Published in final edited form as: Nature. 2009 Jun 21;460(7254):534–537. doi: 10.1038/nature08111

The CREB Coactivator CRTC2 Links Hepatic ER Stress and Fasting Gluconeogenesis

Yiguo Wang 1, Liliana Vera 1, Wolfgang H Fischer 1, Marc Montminy 1
PMCID: PMC2730924  NIHMSID: NIHMS116149  PMID: 19543265

Abstract

In fasted mammals, circulating pancreatic glucagon stimulates hepatic gluconeogenesis in part through the CREB Regulated Transcription Coactivator 2 (CRTC2; also referred to as TORC2) 1,2. Hepatic glucose production is elevated in obesity, reflecting chronic increases in endoplasmic reticulum (ER) stress that promote insulin resistance 3. Whether ER stress also modulates the gluconeogenic program directly, however, is unclear. Here we show that CRTC2 functions as a dual sensor for ER stress and fasting signals in liver. Acute increases in ER stress triggered the dephosphorylation and nuclear entry of CRTC2, which in turn promoted the expression of ER quality control genes through an association with Activating Transcription Factor 6 alpha (ATF6α), an integral branch of the unfolded protein response 49. In addition to mediating CRTC2 recruitment to ER stress inducible promoters, ATF6α also reduced hepatic glucose output by disrupting the CREB:CRTC2 interaction and thereby inhibiting CRTC2 occupancy over gluconeogenic genes. Conversely, hepatic glucose output was upregulated when hepatic ATF6α protein amounts were reduced, either by RNAi-mediated knockdown or as a result of persistent stress in obesity. As ATF6α over-expression in livers of obese mice reversed CRTC2 effects on the gluconeogenic program and lowered hepatic glucose output, our results demonstrate how cross-talk between ER stress and fasting pathways at the level of a transcriptional coactivator contributes to glucose homeostasis.
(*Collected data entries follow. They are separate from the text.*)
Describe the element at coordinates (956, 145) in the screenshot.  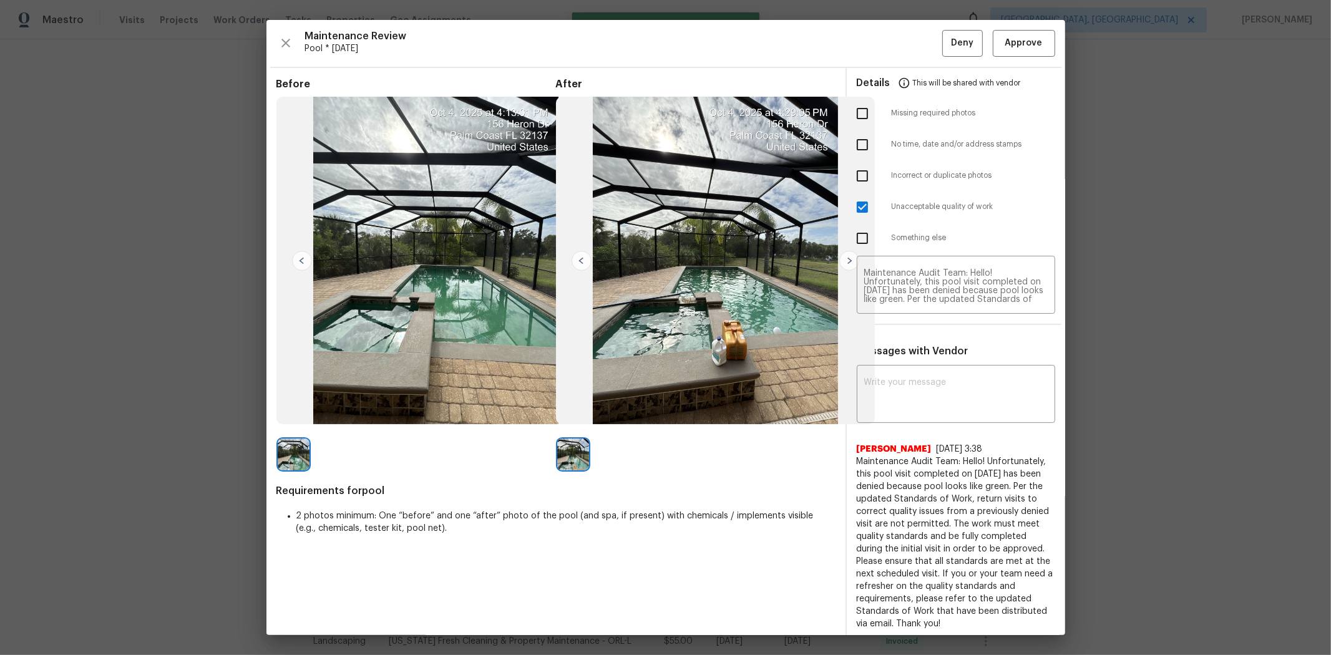
I see `div: No time, date and/or address stamps` at that location.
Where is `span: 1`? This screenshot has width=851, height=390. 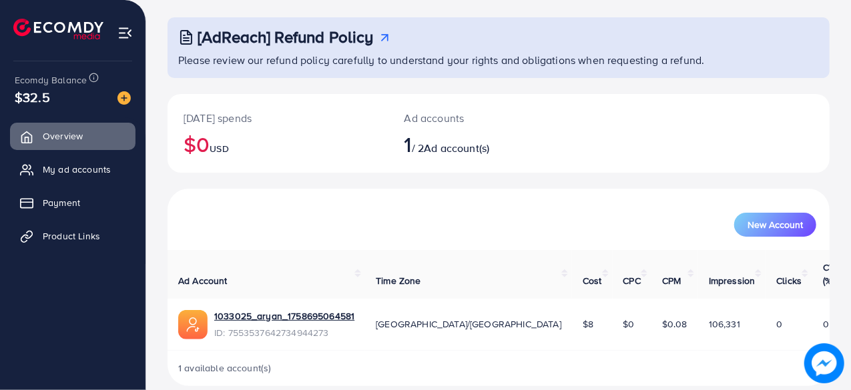
span: 1 is located at coordinates (408, 144).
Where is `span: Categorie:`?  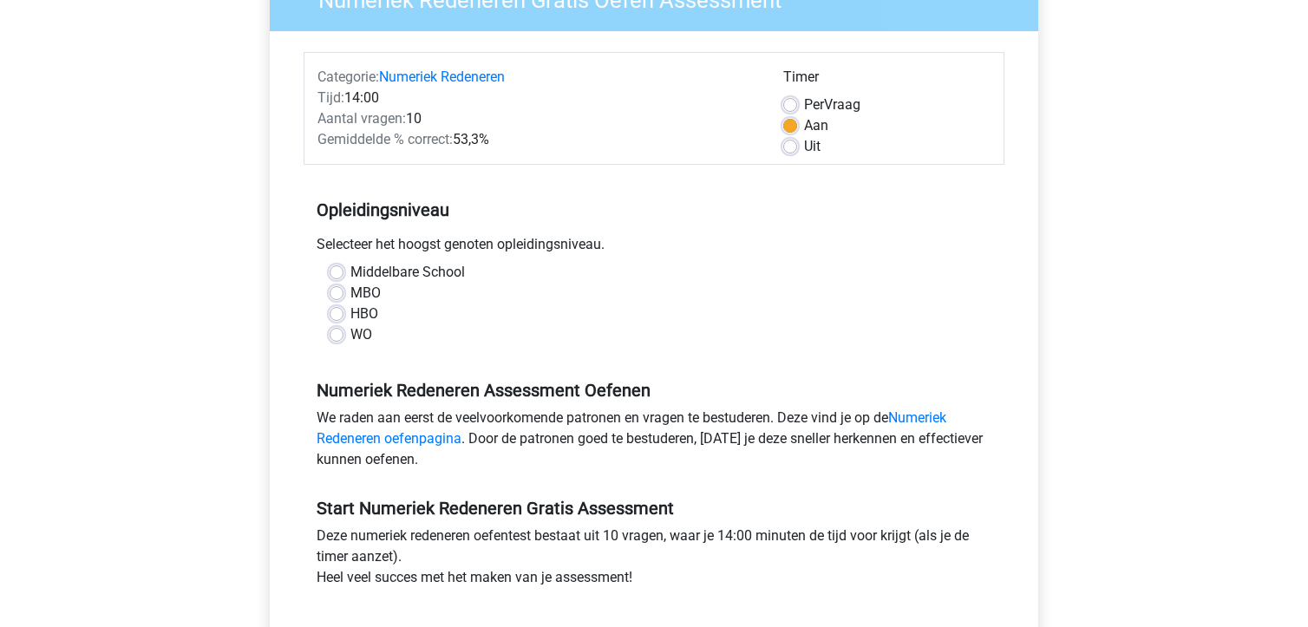
span: Categorie: is located at coordinates (348, 76).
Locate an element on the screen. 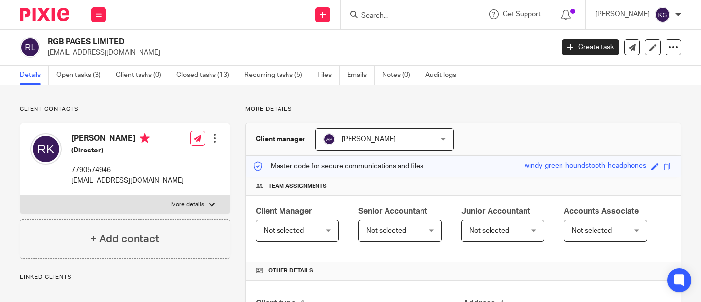 The image size is (701, 302). a: Client tasks (0) is located at coordinates (142, 75).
Obesity is a central risk factor in the development of insulin resistance, which is characterized by an inability for insulin to inhibit glucose output from the liver and to increase glucose uptake into skeletal muscle 10,11. Although the underlying mechanism is unclear, obesity has been found to disrupt insulin signaling in liver and adipose through chronic increases in endoplasmic reticulum stress 3. Because hepatic glucose production is also increased in obesity, we investigated whether ER stress signals modulate the gluconeogenic program directly.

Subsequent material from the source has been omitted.